The Power of the Willat Effect: Rinsed versus Unrinsed Tea

During my last visit to New York I bought a new black tea. I started drinking it a few weeks ago. I brewed it various ways (different amounts of tea, different steeping times, etc.) but had a hard time telling which way was best. This morning I decided I would learn how to brew it by making paired comparisons (two cups of tea made the same way at the same time except for one difference). The fascinating thing, as I’ve said, about these side-by-side comparisons is that they produce hedonic changes. They change how much you like this or that. I call this the Willat Effect after my friend Carl Willat who caused me to notice it.

This morning I made two cups of the new tea. The two cups were brewed the same except in one case I “rinsed” the tea before brewing. Rinsing means I poured a bit of hot water on it and quickly got rid of the hot water. Rinsing tea removes from the final product whatever is transferred from the tea to the hot water in the first few seconds. In China, rinsing tea is common; in the United States, very rare.

I tasted the two cups (rinsed and unrinsed) side by side. The rinsed tea tasted much better. The unrinsed tea had something weird about it. Ugh, I thought, I can’t drink this. I threw out the unrinsed tea. Over the previous few weeks, I had happily drunk the new tea unrinsed many times. Now I found it repulsive.

11 thoughts on “The Power of the Willat Effect: Rinsed versus Unrinsed Tea

  1. Wouldn’t you want someone else to prepare this for you to make it a blind side-by-side test? Otherwise you could spend the rest of your life rinsing tea for the placebo effects.

    Seth: I have found the effect to occur whether or not I prepare the drinks.

  2. Interesting!

    My Chinese mother-in-law tells me that if there are bubbles on the top of my tea, I should blow the bubbles to the edge & then pour them off. I don’t know if this is widely practiced, but she seems to have learned it from her father.

    Sometimes I do it if I notice, but I’ve never done a side-by-side comparison to see if it makes any difference in taste. Could these 2 be linked?

  3. Seth, what happens when the teas are tasted blind, in regards to not knowing how their preparations differ?

    “Over the previous few weeks, I had happily drunk the new tea unrinsed many times. Now I found it repulsive.”

    Is that purely because of the taste, or because you know the tea has been unrinsed, and are reacting based on that higher level knowledge, or both?

    Seth: If it had been done blind, I am sure the results would have been the same. To answer your second question: Purely because of the taste. There is nothing inherently wrong with unrinsed tea.

  4. I agree, rinsing produces a better flavor. The rinsed tea has a rounder and cleaner taste and the sharp edges have been removed.

    My bake-off compared .5 of an ounce of an organic Assam, using 4 oz. of water, steeped for 2 minutes. After 3 rounds of tasting, I poured the unrinsed tea down the drain.

  5. I’m pretty sure that rinsing tea removes or greatly reduces the amount of caffeine present. Whether this is directly related to the change in taste, I don’t know. But it is interesting because many people drink tea (especially black tea) at least partially for the caffeine.

  6. The Willat effect is real and it is very dangerous. Last year I did a few side-by-side taste tests with the Keurig coffee machine at my workplace. Now I can’t stand to drink any of it and can only enjoy direct trade hipster coffee that is roasted in Brooklyn.

  7. Seth, thanks for the reply. I’ve more or less asked the same question as Sean (above) so i’m glad i didn’t get into trouble for that. Regardless, this (Willat) effect is important, so i’ve started testing on myself. With green tea, i noticed a small but worthwhile improvement. The rinsed tea has a cleaner taste – especially the aftertaste. I’m slightly concerned that i’m imagining this, so will organize some blind testing. Maybe using a microwave oven to spin the tea cups, so i forget which is which!

    Seth: there is an easy test for whether you are imagining the difference. use identical tea cups. Put little labels on the bottom of the tea cups (e.g., R and U). Pour rinsed tea into the R cup and unrinsed tea into the U cup. then close your eyes and switch them a bunch of times (not counting how many times). you will soon lose track. Then open your eyes and do the comparative tasting. decide which cup holds the rinsed tea and see if the label on the bottom of the tea cup shows you are right.

  8. I’d like to propose a phenomenon which I’ll call the reverse-Willat effect. On a couple of occasions, I did side-by-side comparisons and found that — contrary to my expectations — the samples tasted remarkably similar.

  9. The evening after I read this, I was chatting to 2 Chinese friends (here in England) about this. They were amazed because they always ‘rinse’ their tea. So I tried it, and prefer it, finding it less bitter. I haven’t tried it with T-bag tea yet, only loose tea.

    One of the ladies also told me that, having been an avid coffee drinker (8 cups a day), she gave up coffee for 6 months, and now finds that all coffee has an after-taste of peppermint – which she doesn’t like.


Your assignment: Word-for-word reproduction, images excluded: copy every entry below.

------------------------------

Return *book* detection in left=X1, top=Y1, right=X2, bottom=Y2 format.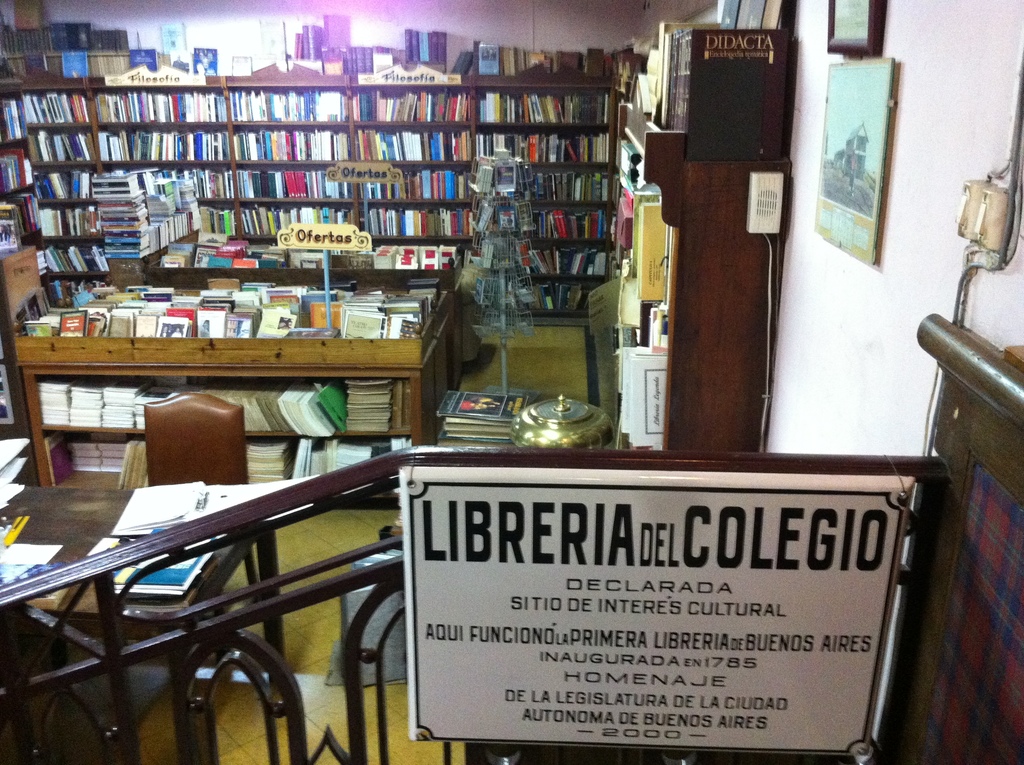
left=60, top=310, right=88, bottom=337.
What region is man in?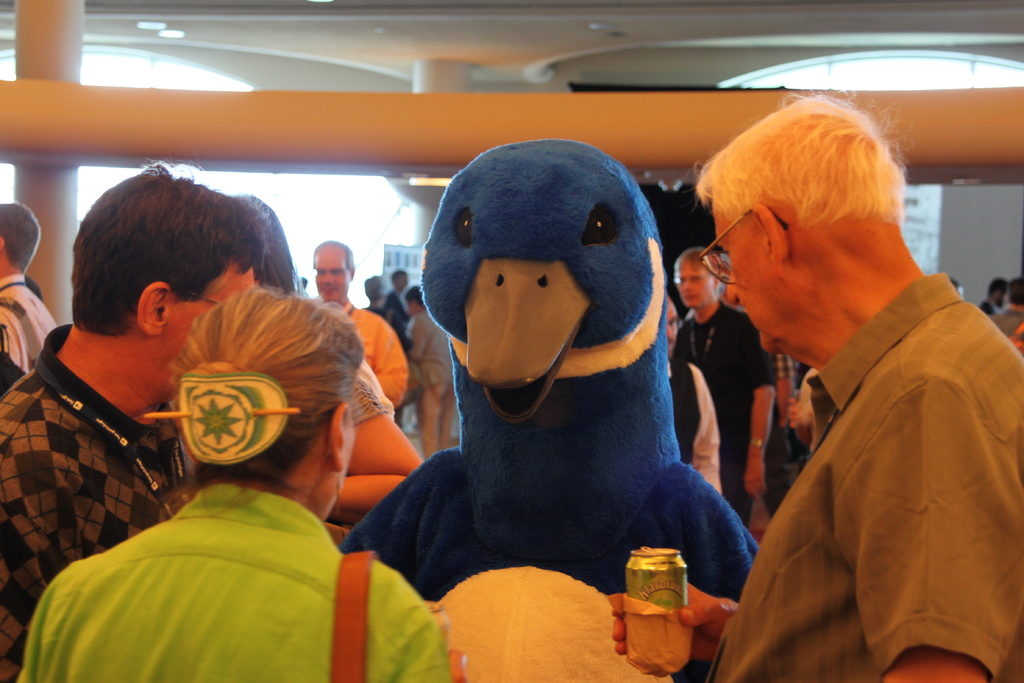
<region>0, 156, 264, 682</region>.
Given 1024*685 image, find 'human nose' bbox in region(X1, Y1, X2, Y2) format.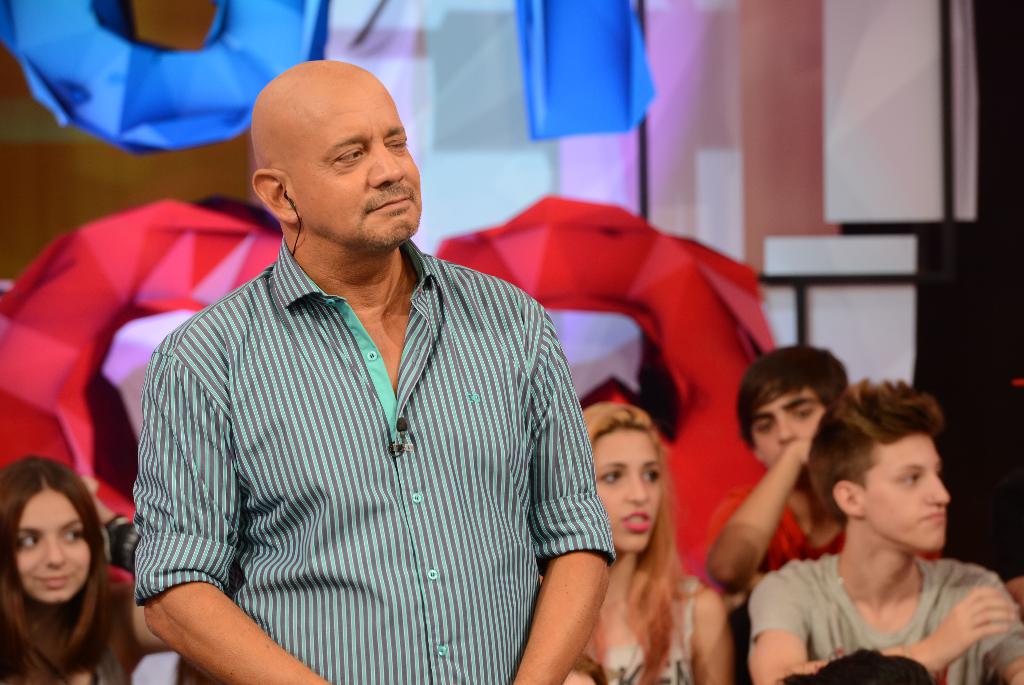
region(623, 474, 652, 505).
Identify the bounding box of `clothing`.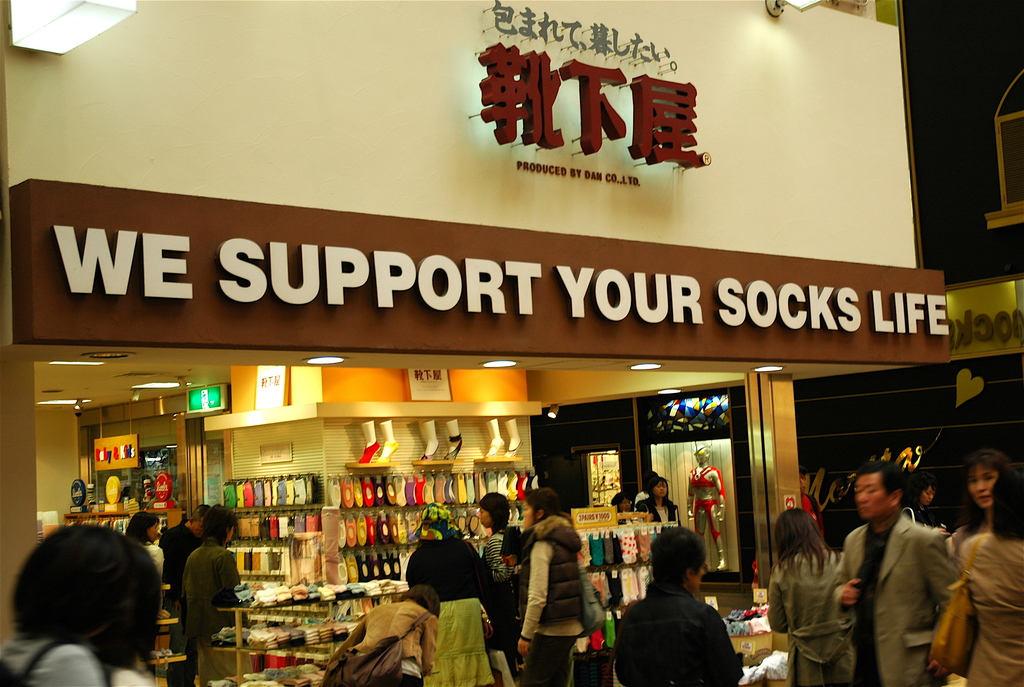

------------------------------

Task solution:
Return *book* detection in left=X1, top=Y1, right=X2, bottom=Y2 format.
left=60, top=310, right=88, bottom=337.
What region is man in?
<region>0, 156, 264, 682</region>.
Given 1024*685 image, find 'human nose' bbox in region(X1, Y1, X2, Y2) format.
region(623, 474, 652, 505).
Identify the bounding box of `clothing`.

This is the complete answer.